3:AM: You’re interested in criminal responsibility and punishment. One thing you’ve defended is common-sense or folk psychology when used in law. So you say the law should take the state of mind ‘intent to kill’ or ‘knowingly’ seriously. Before saying why, can you outline the main reasons some say that this folk psychology is all wrong and shouldn’t be used in law?

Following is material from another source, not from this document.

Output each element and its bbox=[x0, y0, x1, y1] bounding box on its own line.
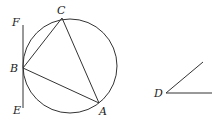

KS: When folk psychology was under attack twenty-some years ago by eliminativists, the practice of holding persons responsible was threatened. If Paul Churchland is correct and folk psychological terms are radically false, then when judges and juries are trying to determine if a criminal defendant intended to kill someone, or knew that their act was likely to result in a death, they are looking for nothing real in the world, and criminal verdicts are nothing but post hoc just-so stories. One goal of my PhD thesis was to show how radical of a claim ontological eliminativism is from the perspective of the criminal law: if folk psychology is false, criminal verdicts, which of course result in very serious consequences for defendants, cannot be justified.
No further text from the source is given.